At that moment, the purple wards in the walls all flashed brightly and a loud noise like a sharp whistle pierced the air. The whistle began sounding again and again on a loop, and beneath it, they detected another sound: a blade cutting through wood, coming from the ceiling above.

“They’re here,” Flash announced needlessly as four guns were aimed upwards, their owners encircling their principals. “Sarge, what’s the call?”

“The charm will probably be summoning help by now,” Prowl said, her slit pupils darting everywhere as she thought.

“Basement?” Bumblebee suggested.

“No, we’ll be trapped down there,” Flash pointed out.

“We need to get them out of here,” Prowl said, nodding towards the shivering family. “But if we run now, they’ll catch up to us.” She glanced around. “Twilight, can you teleport us out?”

“I can’t,” Twilight said. “Not past the circle.”

“Then we’ll have to get you past it,” Prowl nodded as the whistling alarm continued. “Rainbow, once they’re inside, your job is to get Twilight and her family outside and past the circle so they can teleport out. Get as far away from here as you can.”

“What about you?” Rainbow asked, her eyes wide.

“We’ll hold them off,” Prowl said curtly. “We’ll follow you.”

“Easy for you to say,” Bumblebee said with a nervous chuckle. “You’re not the only one who can’t fly.”

There was a snap and a clatter: it sounded like a section of the ceiling had just been cut out and fell to the floor. “Here they come,” Daring hissed.

There was the sound of hooves on the floor above, floorboards creaking under the intruders’ weight. Rainbow grabbed Twilight’s hoof and Twilight placed Spike upon her back. For a few moments, all was quiet.

Prowl exhaled sharply and her ears twitched once. “Four of them up there,” she reported. “They’re stacking up. Rainbow, get ready—”

The attack came from the window. With a great shattering that coincided with another roar of thunder, a blade with twin black suns sliced through the glass, causing everypony to turn around with a gasp. Roaring was outside the window, his thick cloak flapping in the wind, ripping his blade through the warded window. Oily blood ran down the blade as he forced it through the magical constructs.

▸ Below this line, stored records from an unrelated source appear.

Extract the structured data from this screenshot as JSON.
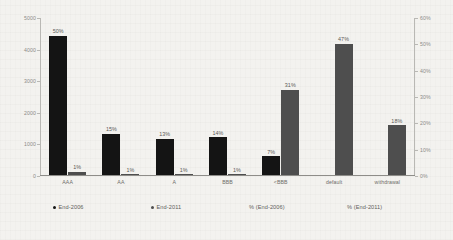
{
  "chart_data": {
    "type": "bar",
    "title": "",
    "subtitle": "",
    "xlabel": "",
    "ylabel": "",
    "y2label": "",
    "categories": [
      "AAA",
      "AA",
      "A",
      "BBB",
      "<BBB",
      "default",
      "withdrawal"
    ],
    "ylim": [
      0,
      5000
    ],
    "y2lim": [
      0,
      60
    ],
    "left_axis_ticks": [
      "0",
      "1000",
      "2000",
      "3000",
      "4000",
      "5000"
    ],
    "right_axis_ticks": [
      "0%",
      "10%",
      "20%",
      "30%",
      "40%",
      "50%",
      "60%"
    ],
    "grid": false,
    "legend_position": "bottom",
    "series": [
      {
        "name": "End-2006",
        "axis": "left",
        "color": "#141414",
        "values": [
          4400,
          1310,
          1150,
          1190,
          600,
          null,
          null
        ],
        "labels": [
          "50%",
          "15%",
          "13%",
          "14%",
          "7%",
          "",
          ""
        ]
      },
      {
        "name": "End-2011",
        "axis": "left",
        "color": "#4e4e4e",
        "values": [
          100,
          30,
          25,
          25,
          2700,
          4150,
          1580
        ],
        "labels": [
          "1%",
          "1%",
          "1%",
          "1%",
          "31%",
          "47%",
          "18%"
        ]
      }
    ],
    "legend": [
      {
        "label": "End-2006",
        "color": "#141414"
      },
      {
        "label": "End-2011",
        "color": "#4e4e4e"
      },
      {
        "label": "% (End-2006)",
        "color": "#8c8c8c"
      },
      {
        "label": "% (End-2011)",
        "color": "#8c8c8c"
      }
    ],
    "percent_series": [
      {
        "name": "% (End-2006)",
        "values": [
          50,
          15,
          13,
          14,
          7,
          null,
          null
        ]
      },
      {
        "name": "% (End-2011)",
        "values": [
          1,
          1,
          1,
          1,
          31,
          47,
          18
        ]
      }
    ]
  }
}
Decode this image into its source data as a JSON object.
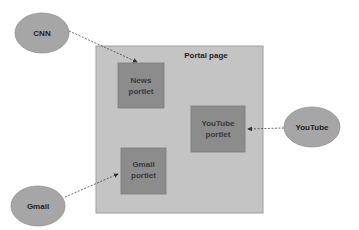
{
  "diagram": {
    "container": {
      "label": "Portal page",
      "fill": "#c4c4c4",
      "stroke": "#9a9a9a"
    },
    "portlets": [
      {
        "id": "news",
        "line1": "News",
        "line2": "portlet",
        "fill": "#8c8c8c"
      },
      {
        "id": "youtube",
        "line1": "YouTube",
        "line2": "portlet",
        "fill": "#8c8c8c"
      },
      {
        "id": "gmail",
        "line1": "Gmail",
        "line2": "portlet",
        "fill": "#8c8c8c"
      }
    ],
    "sources": [
      {
        "id": "cnn",
        "label": "CNN",
        "fill": "#a6a6a6",
        "target": "news"
      },
      {
        "id": "youtube",
        "label": "YouTube",
        "fill": "#a6a6a6",
        "target": "youtube"
      },
      {
        "id": "gmail",
        "label": "Gmail",
        "fill": "#a6a6a6",
        "target": "gmail"
      }
    ],
    "edge_style": "dashed-arrow",
    "edge_color": "#444444"
  }
}
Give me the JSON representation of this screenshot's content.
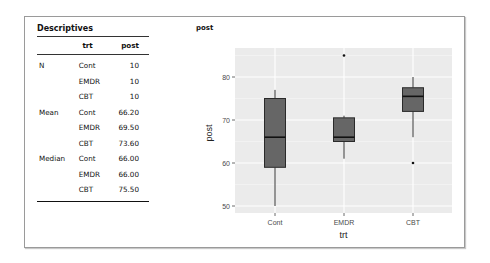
{
  "descriptives": {
    "title": "Descriptives",
    "columns": [
      "",
      "trt",
      "post"
    ],
    "rows": [
      {
        "stat": "N",
        "trt": "Cont",
        "value": "10"
      },
      {
        "stat": "",
        "trt": "EMDR",
        "value": "10"
      },
      {
        "stat": "",
        "trt": "CBT",
        "value": "10"
      },
      {
        "stat": "Mean",
        "trt": "Cont",
        "value": "66.20"
      },
      {
        "stat": "",
        "trt": "EMDR",
        "value": "69.50"
      },
      {
        "stat": "",
        "trt": "CBT",
        "value": "73.60"
      },
      {
        "stat": "Median",
        "trt": "Cont",
        "value": "66.00"
      },
      {
        "stat": "",
        "trt": "EMDR",
        "value": "66.00"
      },
      {
        "stat": "",
        "trt": "CBT",
        "value": "75.50"
      }
    ]
  },
  "plot": {
    "title": "post"
  },
  "chart_data": {
    "type": "boxplot",
    "title": "post",
    "xlabel": "trt",
    "ylabel": "post",
    "categories": [
      "Cont",
      "EMDR",
      "CBT"
    ],
    "yticks": [
      50,
      60,
      70,
      80
    ],
    "ylim": [
      48.5,
      87
    ],
    "grid": true,
    "panel_background": "#ebebeb",
    "box_fill": "#666666",
    "boxes": [
      {
        "name": "Cont",
        "whisker_low": 50,
        "q1": 59,
        "median": 66,
        "q3": 75,
        "whisker_high": 77,
        "outliers": []
      },
      {
        "name": "EMDR",
        "whisker_low": 61,
        "q1": 65,
        "median": 66,
        "q3": 70.5,
        "whisker_high": 71,
        "outliers": [
          85
        ]
      },
      {
        "name": "CBT",
        "whisker_low": 66,
        "q1": 72,
        "median": 75.5,
        "q3": 77.5,
        "whisker_high": 80,
        "outliers": [
          60
        ]
      }
    ]
  }
}
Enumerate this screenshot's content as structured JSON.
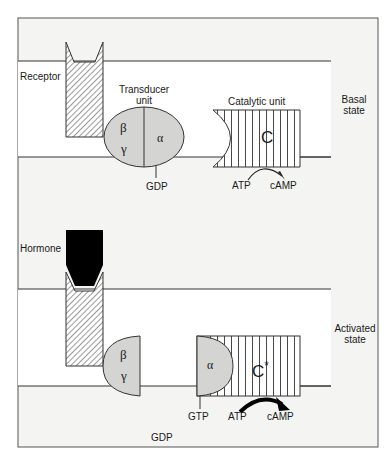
{
  "basal": {
    "receptor_label": "Receptor",
    "transducer_label_line1": "Transducer",
    "transducer_label_line2": "unit",
    "catalytic_label": "Catalytic unit",
    "state_line1": "Basal",
    "state_line2": "state",
    "beta": "β",
    "gamma": "γ",
    "alpha": "α",
    "catalytic_symbol": "C",
    "gdp": "GDP",
    "atp": "ATP",
    "camp": "cAMP"
  },
  "activated": {
    "hormone_label": "Hormone",
    "state_line1": "Activated",
    "state_line2": "state",
    "beta": "β",
    "gamma": "γ",
    "alpha": "α",
    "catalytic_symbol": "C",
    "catalytic_superscript": "*",
    "gtp": "GTP",
    "gdp": "GDP",
    "atp": "ATP",
    "camp": "cAMP"
  },
  "colors": {
    "frame_bg": "#f4f4f2",
    "membrane_bg": "#ffffff",
    "subunit_fill": "#d4d4d2",
    "line": "#333333",
    "hormone": "#000000"
  }
}
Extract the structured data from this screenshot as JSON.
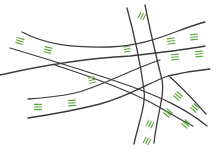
{
  "diagram": {
    "title": "",
    "colors": {
      "background": "#ffffff",
      "road": "#3a3a3a",
      "marking": "#5aa83a"
    },
    "road_width": 1.3,
    "mark_width": 1.1,
    "roads": [
      {
        "id": "road-top-left-upper",
        "d": "M22 32 C 45 44, 70 48, 110 47 C 150 46, 175 30, 205 22"
      },
      {
        "id": "road-top-left-lower",
        "d": "M10 48 C 50 60, 90 72, 130 86 C 160 97, 185 108, 207 126"
      },
      {
        "id": "road-mid-upper",
        "d": "M0 75 C 40 66, 90 58, 130 56 C 165 52, 185 50, 205 46"
      },
      {
        "id": "road-bottom-left-upper",
        "d": "M28 99 C 55 97, 75 94, 85 90 C 110 82, 130 70, 160 60"
      },
      {
        "id": "road-bottom-left-lower",
        "d": "M28 118 C 55 114, 80 109, 100 104 C 130 96, 150 82, 168 76 C 185 72, 200 70, 210 69"
      },
      {
        "id": "road-diag-lower-a",
        "d": "M55 65 C 95 78, 130 92, 150 102 C 165 110, 180 120, 193 126"
      },
      {
        "id": "road-vert-left",
        "d": "M127 8 C 133 30, 140 60, 144 90 C 146 105, 138 125, 134 144"
      },
      {
        "id": "road-vert-right",
        "d": "M145 5 C 150 30, 157 60, 162 80 C 165 95, 157 115, 154 143"
      },
      {
        "id": "road-right-diag",
        "d": "M170 77 C 185 90, 195 102, 206 114"
      }
    ],
    "markings": [
      {
        "id": "mark-tl-1",
        "x": 20,
        "y": 41,
        "angle": 18,
        "count": 3,
        "len": 7
      },
      {
        "id": "mark-tl-2",
        "x": 48,
        "y": 50,
        "angle": 14,
        "count": 3,
        "len": 7
      },
      {
        "id": "mark-top-vert",
        "x": 142,
        "y": 16,
        "angle": -65,
        "count": 3,
        "len": 6
      },
      {
        "id": "mark-mid-1",
        "x": 127,
        "y": 49,
        "angle": -10,
        "count": 3,
        "len": 6
      },
      {
        "id": "mark-right-1",
        "x": 171,
        "y": 41,
        "angle": -8,
        "count": 3,
        "len": 7
      },
      {
        "id": "mark-right-2",
        "x": 194,
        "y": 37,
        "angle": -5,
        "count": 3,
        "len": 7
      },
      {
        "id": "mark-right-3",
        "x": 175,
        "y": 57,
        "angle": -5,
        "count": 3,
        "len": 7
      },
      {
        "id": "mark-right-4",
        "x": 199,
        "y": 54,
        "angle": -5,
        "count": 3,
        "len": 7
      },
      {
        "id": "mark-bl-1",
        "x": 38,
        "y": 107,
        "angle": 0,
        "count": 3,
        "len": 7
      },
      {
        "id": "mark-bl-2",
        "x": 72,
        "y": 103,
        "angle": -4,
        "count": 3,
        "len": 7
      },
      {
        "id": "mark-mid-bottom",
        "x": 92,
        "y": 80,
        "angle": -15,
        "count": 3,
        "len": 6
      },
      {
        "id": "mark-br-1",
        "x": 178,
        "y": 96,
        "angle": 40,
        "count": 3,
        "len": 7
      },
      {
        "id": "mark-br-2",
        "x": 168,
        "y": 113,
        "angle": 40,
        "count": 3,
        "len": 7
      },
      {
        "id": "mark-br-3",
        "x": 195,
        "y": 108,
        "angle": 40,
        "count": 3,
        "len": 7
      },
      {
        "id": "mark-br-4",
        "x": 186,
        "y": 124,
        "angle": 40,
        "count": 3,
        "len": 7
      },
      {
        "id": "mark-vert-low-1",
        "x": 150,
        "y": 124,
        "angle": -65,
        "count": 3,
        "len": 6
      },
      {
        "id": "mark-vert-low-2",
        "x": 147,
        "y": 141,
        "angle": -65,
        "count": 3,
        "len": 6
      }
    ]
  }
}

Prowl turned and raised her pistol, but a thumping down the steps made Daring turn around. Her eyes widened when she recognized the black cylinder crashing down the stairs.

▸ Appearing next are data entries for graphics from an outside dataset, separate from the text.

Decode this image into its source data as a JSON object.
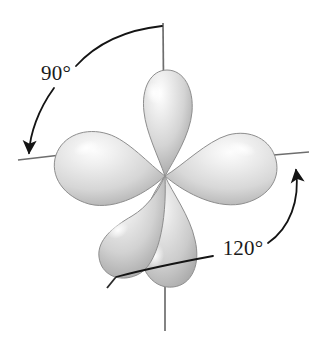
{
  "figure": {
    "name": "hybrid-orbital-lobe-diagram",
    "background_color": "#ffffff"
  },
  "colors": {
    "lobe_fill_light": "#f2f2f2",
    "lobe_fill_mid": "#cfcfcf",
    "lobe_fill_dark": "#9a9a9a",
    "lobe_edge": "#8e8e8e",
    "highlight": "#ffffff",
    "axis_line": "#6e6e6e",
    "annotation_line": "#141414",
    "text": "#1a1a1a"
  },
  "annotations": [
    {
      "id": "angle-90",
      "label": "90°",
      "value": 90,
      "unit": "degrees",
      "text_x": 56,
      "text_y": 80,
      "arrow_direction": "counterclockwise-down-left"
    },
    {
      "id": "angle-120",
      "label": "120°",
      "value": 120,
      "unit": "degrees",
      "text_x": 222,
      "text_y": 255,
      "arrow_direction": "clockwise-up-right"
    }
  ],
  "axes": [
    {
      "id": "axis-vertical-top",
      "label": "top vertical axis"
    },
    {
      "id": "axis-left",
      "label": "left horizontal axis"
    },
    {
      "id": "axis-right",
      "label": "right horizontal axis"
    },
    {
      "id": "axis-vertical-bottom",
      "label": "bottom vertical axis"
    },
    {
      "id": "axis-lower-left",
      "label": "lower-left diagonal axis"
    }
  ],
  "lobes": [
    {
      "id": "lobe-top",
      "label": "upper vertical lobe",
      "angle_deg": -90
    },
    {
      "id": "lobe-left",
      "label": "left equatorial lobe",
      "angle_deg": 188
    },
    {
      "id": "lobe-right",
      "label": "right equatorial lobe",
      "angle_deg": 6
    },
    {
      "id": "lobe-lower-left",
      "label": "lower-left lobe",
      "angle_deg": 125
    },
    {
      "id": "lobe-bottom",
      "label": "lower vertical lobe",
      "angle_deg": 82
    }
  ]
}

“Flash grenade!” she yelled, ducking and covering her eyes.

The grenade went off with a roar as soon as she had shouted the warning. The flare was as bright as the rising sun, so bright that Daring could see it through her shut eyelids. The concussion wave hit her like a baseball bat to the head. Her head spun and her ears felt like they’d been plugged with cotton. Every sound was muffled—cries of pain, thumps of hoofsteps down the stairs, and the crash of Roaring reaching inside and yanking the window open to allow himself entry.

She raised her pistol towards the sound and squeezed down on the trigger, but metal claws dug into her foreleg and she felt more than heard herself scream in pain as her weapon was ripped from her grasp. The wind from a rushing blade slashed towards her neck and she ducked, the machete blade glancing off her pith. Daring snapped her head forward, grimacing as her helmet met a beak. Daring’s vision slowly returned as she rapidly blinked: the blurry apparition of Roaring was before her, eyes narrowed in hate, the Sword of Asocrac in his tail already snapping down towards her head.

And then something slammed hard into Daring’s back, nearly knocking her off-balance. A purple wave of energy rushed past her and shoved Roaring back out the window that he’d come in through with a crashing of glass. The four other griffons that had been charging down the stairs were shoved against the landing wall and tumbled down the stairs in a heap of tangled limbs and weapons. Before any of them could get up, purple lines of magic snaked through the air and turned themselves into chains, wrapping tightly around the pirates. They struggled and thrashed, cursing in a mixture of Griffonese and Equestrian, but the magical bindings held.

For a moment, everypony stared in confusion, then turned to Twilight. The young unicorn was standing in the center of their little group, her horn flaring with purple magic. Her face was drawn with sudden exhaustion, and she panted and huffed, sweat running down her mane and brow, but her back was straight.

Daring grinned. “Good job, Twil—”

With a bellow, Roaring flew back in through the window. Daring jumped aside, narrowly avoiding a machete blade that would’ve taken her head off, then ducking just as the Sword of Asocrac whistled over her head.

Moving past her with blinding speed, Roaring pushed aside the other ponies and made a grab at Twilight, who screamed and dove out of the way.

“No!” Flash cried, jumping on top of Roaring’s back. With a furious shout, the pirate threw him off and sent him crashing into Prowl, knocking them both over. Night Light and Velvet both backpedaled, throwing up hasty shields to protect themselves and their daughter as the others jumped into the fracas of whipping blades and flapping wings.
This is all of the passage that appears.